I just finished reading Concurrency Programming on the JVM by Venkata Subramaniyama, and in this book the author uses one of his examples, counting the file sizes in the directory tree. It shows implementations without using concurrency, using queues, using latch, and using scala members. In my system, all parallel implementations (queues, latches, and scala actors) can work in less than 9 seconds when repeated through the / usr directory (OSX 10.6.8, Core Duo 2 Ghz, Intel G1 ssd 160GB).
I am studying Clojure and decided that I am transferring the scala actor version to Clojure using agents. Unfortunately, I averaged 11-12 seconds, which is much slower than others. After spending DAYS pulling my hair out, I found that the next bit of code was the culprit (processFile is a function that I send to the file processing agent (s):
(defn processFile [fileProcessor collectorAgent ^String fileName] (let [^File file-obj (File. ^String fileName) fileTotals (transient {:files 0, :bytes 0})] (cond (.isDirectory file-obj) (do (doseq [^File dir (.listFiles file-obj) :when (.isDirectory dir)] (send collectorAgent addFileToProcess (.getPath dir))) (send collectorAgent tallyResult *agent*) (reduce (fn [currentTotal newItem] (assoc! currentTotal :files (inc (:files currentTotal)) :bytes (+ (:bytes currentTotal) newItem))) fileTotals (map
You will notice that I tried using type hints and transients to improve performance, but to no avail.
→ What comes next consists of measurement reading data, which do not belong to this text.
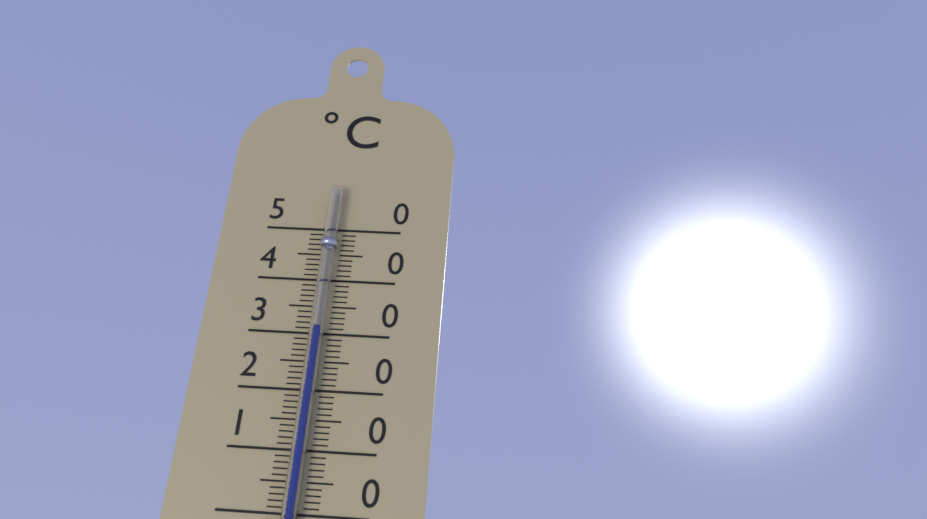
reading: 31 °C
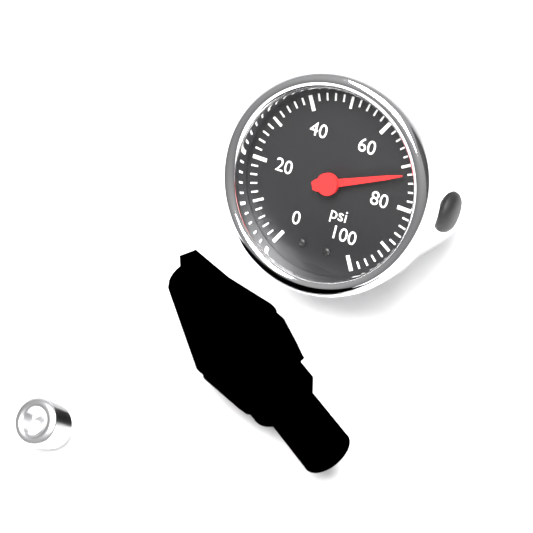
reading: 72 psi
I replaced the above code with the following:
(defn processChildren [children] (loop [entries children files 0 bytes 0 dirs '()] (let [^File child (first entries)] (cond (not (seq entries)) {:files files, :bytes bytes, :dirs dirs} (.isFile child) (recur (rest entries) (inc files) (+ bytes (.length child)) dirs) (.isDirectory child) (recur (rest entries) files bytes (conj dirs child)) :else (recur (rest entries) files bytes dirs))))) (defn processFile [fileProcessor collectorAgent ^String fileName] (let [{files :files, bytes :bytes, dirs :dirs} (processChildren (.listFiles (File. fileName)))] (doseq [^File dir dirs] (send collectorAgent addFileToProcess (.getPath dir))) (send collectorAgent tallyResult *agent*) {:files files, :bytes bytes}))
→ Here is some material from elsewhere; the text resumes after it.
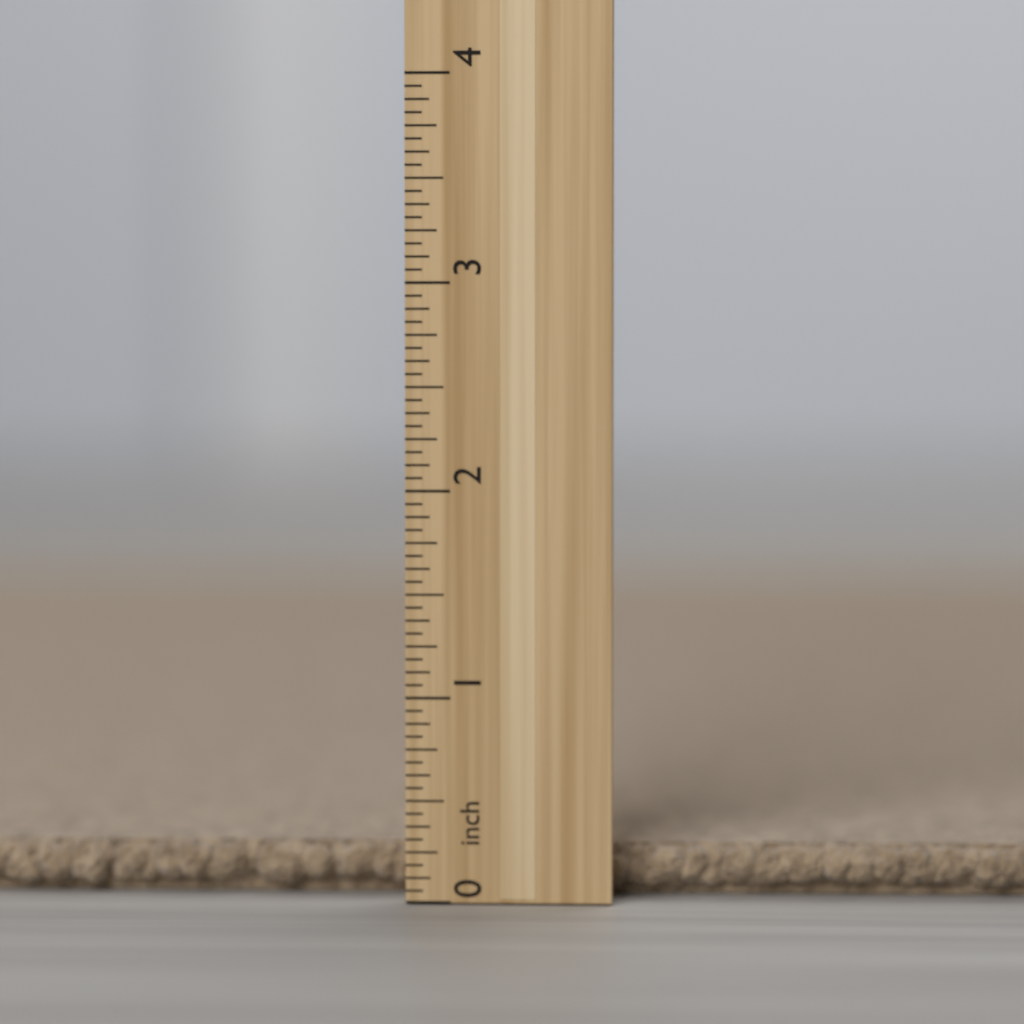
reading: 0.2500 inch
This version runs in pairs, if not faster than the scala version and is almost identical to the algorithm used in the scala version. I just assumed that a functional approach to the algorithm would work just as well.
So ... this lengthy question boils down to the following: why is the second version faster?
My hypothesis is that although the first version using map / filter / reduce in the contents of the directory is more functional than the second version and does not necessarily process the directory, it is much less efficient because the contents of the directory are repeated several times. Because file system I / Os are slow, the entire program suffers.
Assuming I'm right, is it possible to say with certainty that any recursive file system algorithm should prefer an imperative approach to performance?
I am new to Clojure, so feel free to copy my code to shreds if I am doing something stupid or non-idiomatic.